[Haskell-cafe] Re: Hmm, what license to use?

Simon Marlow simonmarhaskell at gmail.com
Fri Oct 3 07:59:30 EDT 2008


Magnus Therning wrote:
> On Wed, Oct 1, 2008 at 6:03 PM, Simon Marlow <simonmarhaskell at gmail.com> wrote:
> [..]
>> Dynamic linking doesn't solve all the problems, we still have the problem
>> that GHC does a lot of cross-module inlining, regardless of whether dynamic
>> linking is used.  However, I really would like to have a way to have
>> complete control over what is exposed across a package boundary.  We need
>> this not just for licensing reasons, but also for making a dynamic library
>> with a fixed ABI, so it can be upgraded later.
> 
> I have a really hard time following this.  Are you seriously saying
> that GHC is inlining code from modules _and_ link dynamically at the
> same time.  That seems like a remarkably strange thing to do, or maybe
> I'm just missing something.

That's exactly what would happen, if we shipped dynamic linking support 
with GHC as it stands.  It's just a linking mechanism, an alternative to 
static linking, and has no impact on the amount or nature of 
inter-module optimisation that GHC does.

> My understanding from another thread on here was that dynamic linking
> isn't working reliably, not even on Windows, where it once was
> supported.  It has never worked on any other platform.

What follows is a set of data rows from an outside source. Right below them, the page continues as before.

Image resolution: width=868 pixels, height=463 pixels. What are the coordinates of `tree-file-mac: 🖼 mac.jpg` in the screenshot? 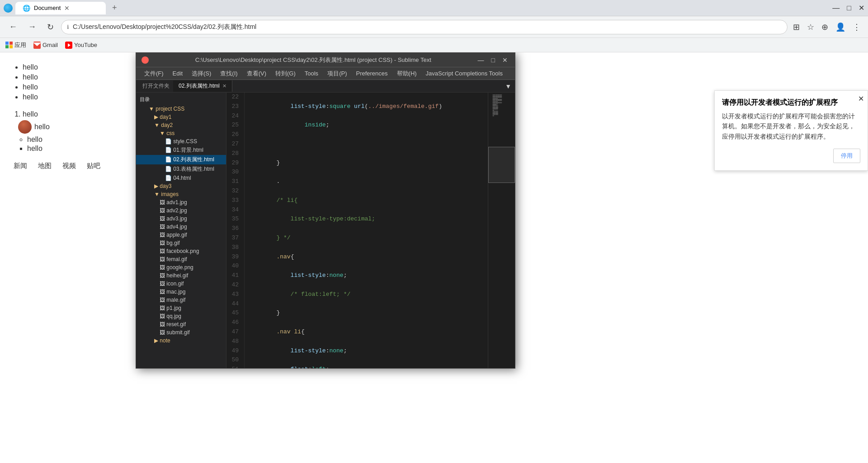 It's located at (181, 292).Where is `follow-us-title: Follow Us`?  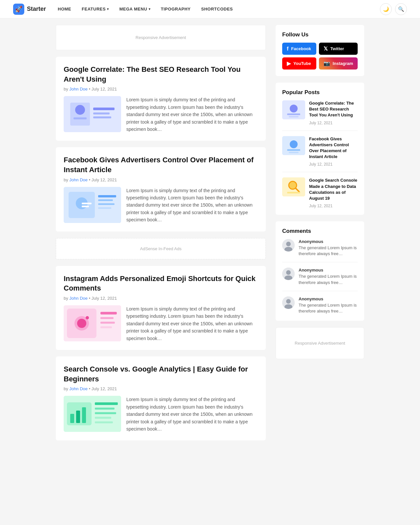
follow-us-title: Follow Us is located at coordinates (320, 35).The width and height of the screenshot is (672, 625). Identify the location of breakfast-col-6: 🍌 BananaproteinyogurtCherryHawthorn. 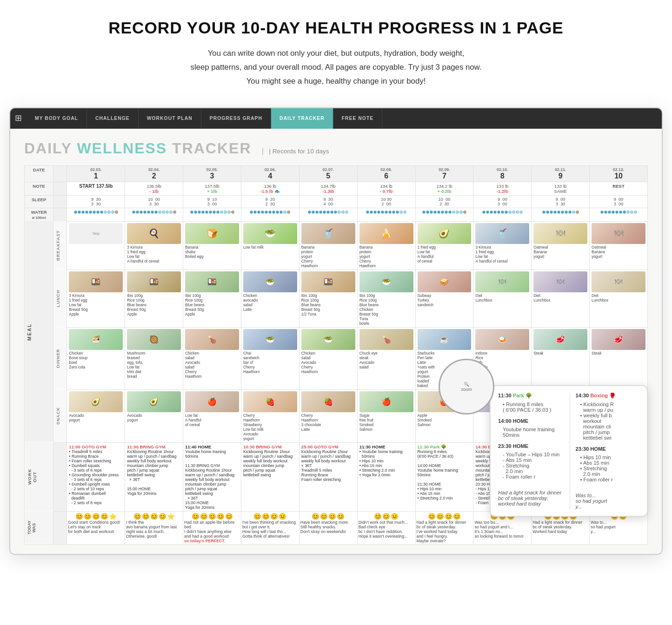
(386, 245).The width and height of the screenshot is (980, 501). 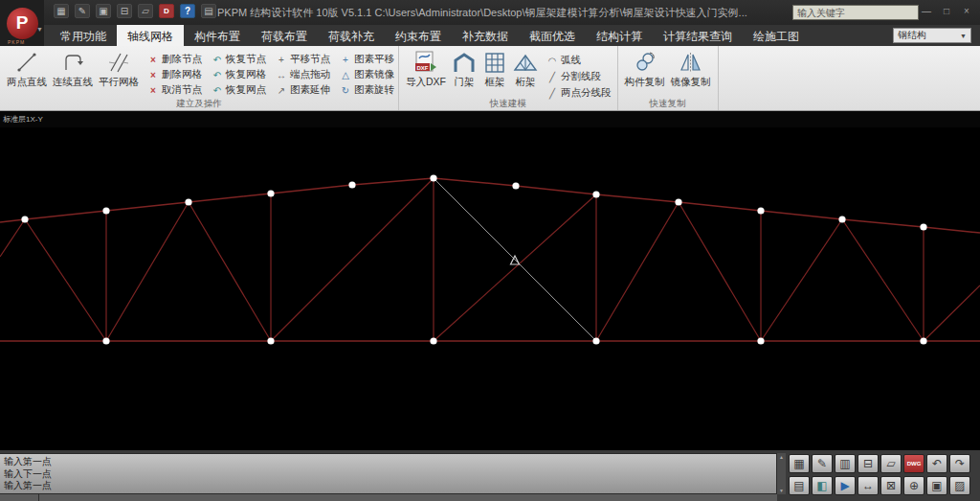 What do you see at coordinates (914, 464) in the screenshot?
I see `dwg-button: DWG` at bounding box center [914, 464].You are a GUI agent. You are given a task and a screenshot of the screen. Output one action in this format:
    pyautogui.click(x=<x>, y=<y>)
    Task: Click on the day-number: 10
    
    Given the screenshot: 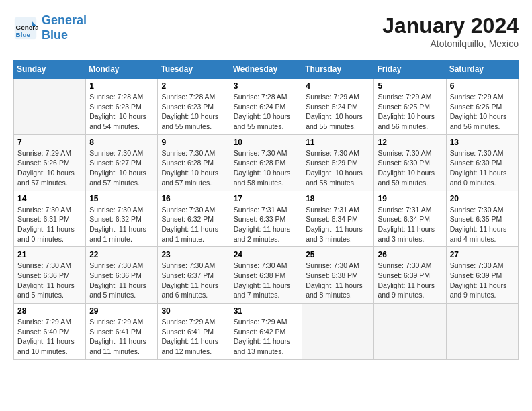 What is the action you would take?
    pyautogui.click(x=266, y=142)
    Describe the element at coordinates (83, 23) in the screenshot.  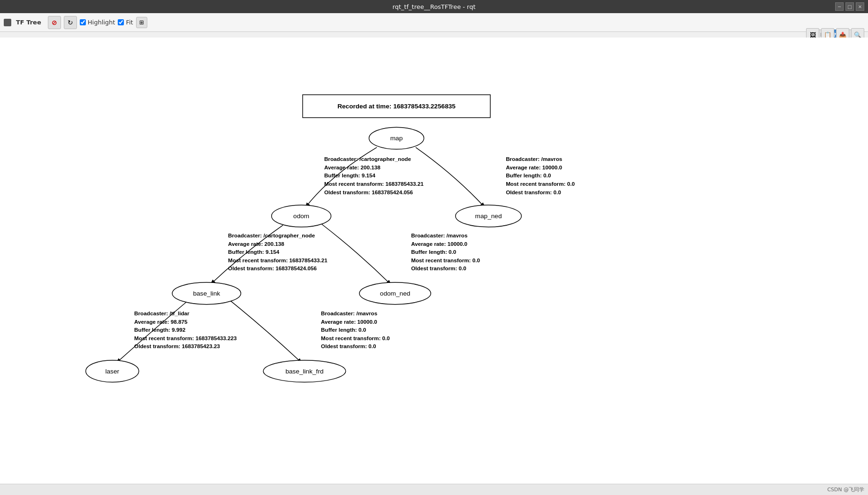
I see `highlight-checkbox` at that location.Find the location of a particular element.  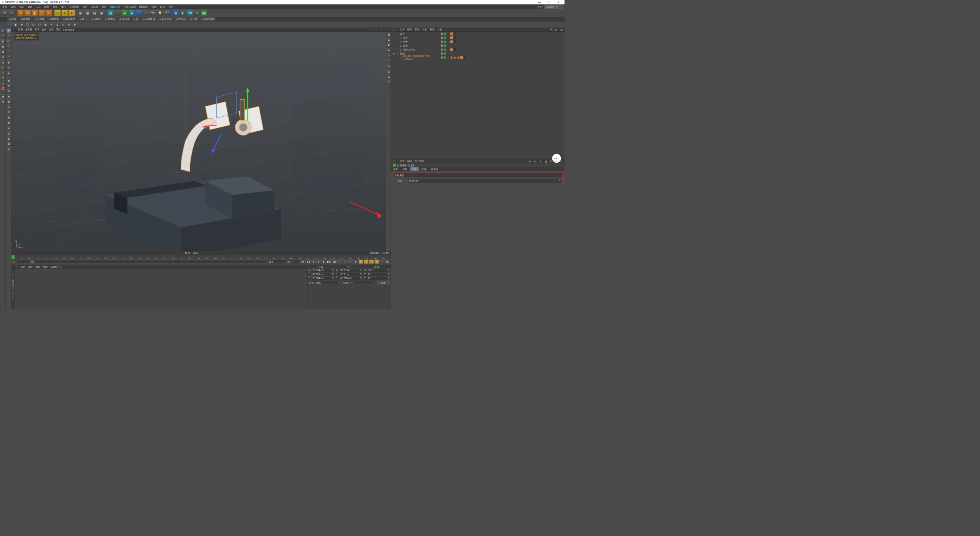

object-row: □L盆台 is located at coordinates (478, 34).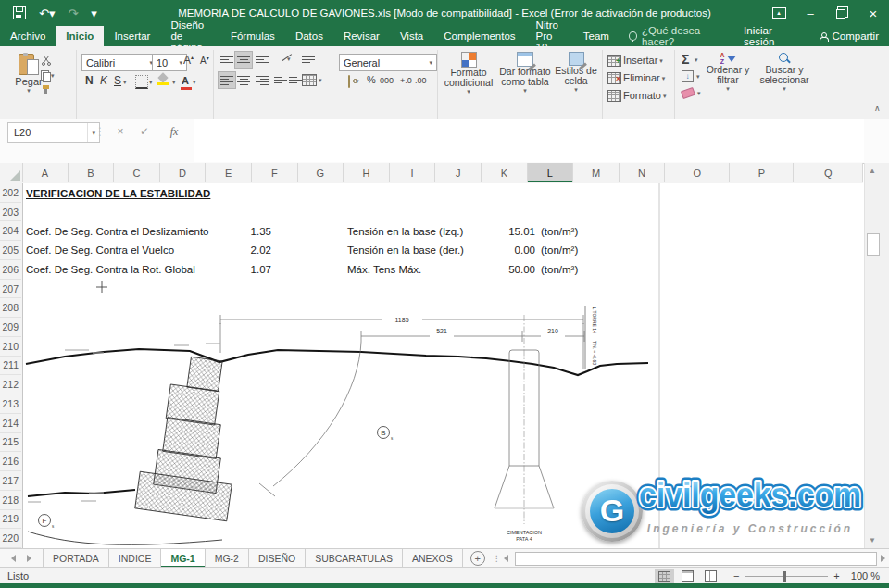  I want to click on column-header-B: B, so click(92, 172).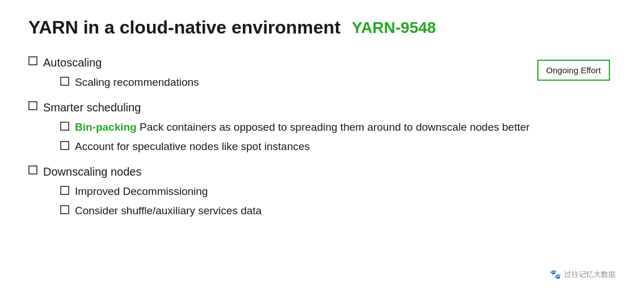 The image size is (644, 291). Describe the element at coordinates (287, 138) in the screenshot. I see `sub-list: Bin-packing Pack containers as opposed t…` at that location.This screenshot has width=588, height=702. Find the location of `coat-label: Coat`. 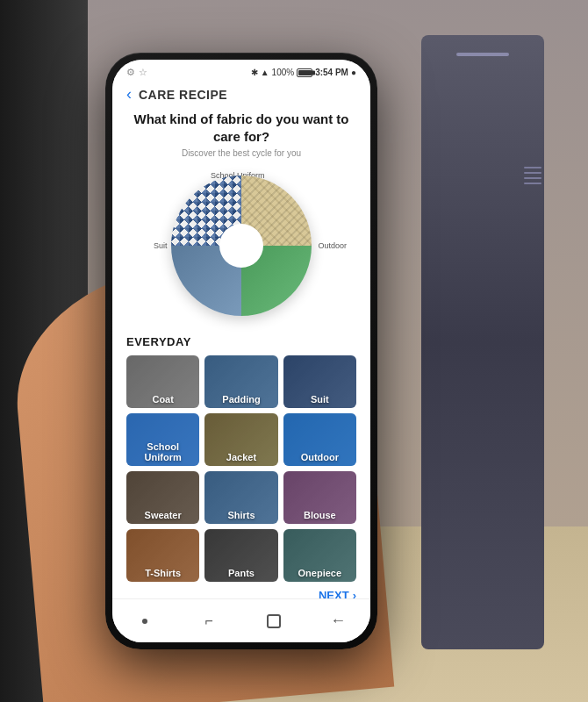

coat-label: Coat is located at coordinates (163, 399).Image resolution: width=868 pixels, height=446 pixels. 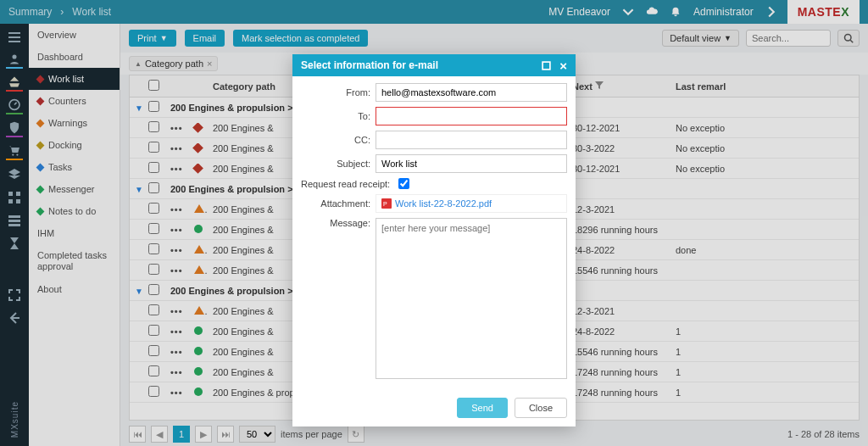 I want to click on attach-label: Attachment:, so click(x=338, y=203).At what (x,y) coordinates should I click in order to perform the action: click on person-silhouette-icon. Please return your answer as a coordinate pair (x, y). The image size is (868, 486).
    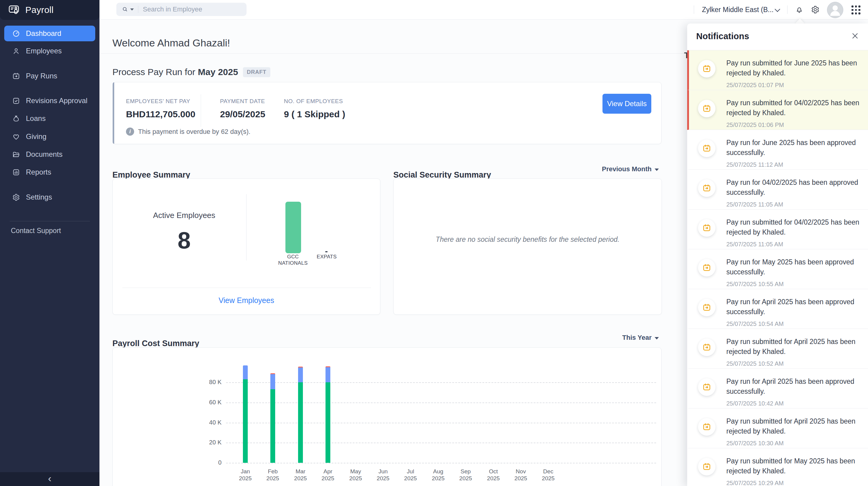
    Looking at the image, I should click on (835, 10).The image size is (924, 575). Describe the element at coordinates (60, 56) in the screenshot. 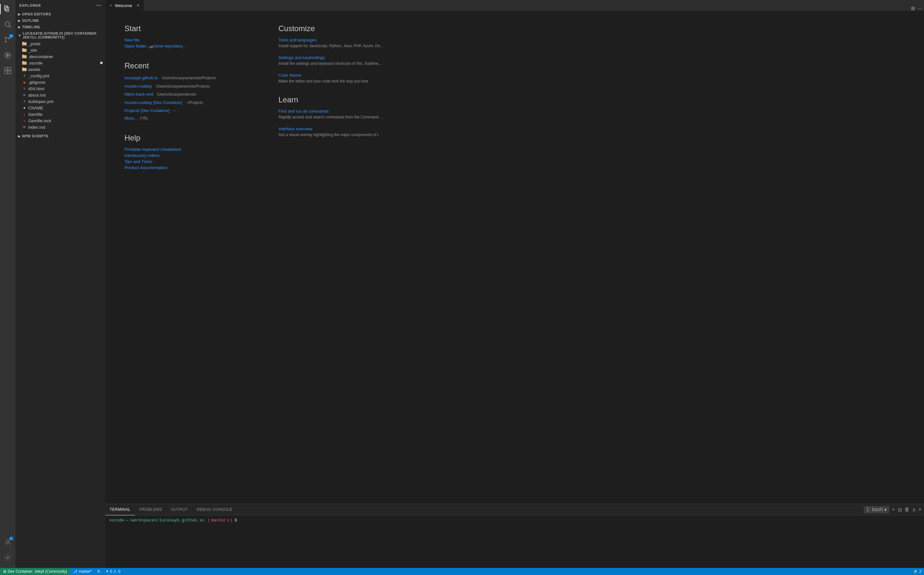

The fundamental mechanisms are working on {x86, x86-64, PPC, PPC64} / 
{Linux, OS X, Windows} and possibly other OSs.  However right now you 
need a few small patches to the source tree to get it to build.  Most of 
the unresolved issues are around how to construct binary installs, and 
how executables will find their libraries when the run (e.g. if you 
install GHC privately in your home directory).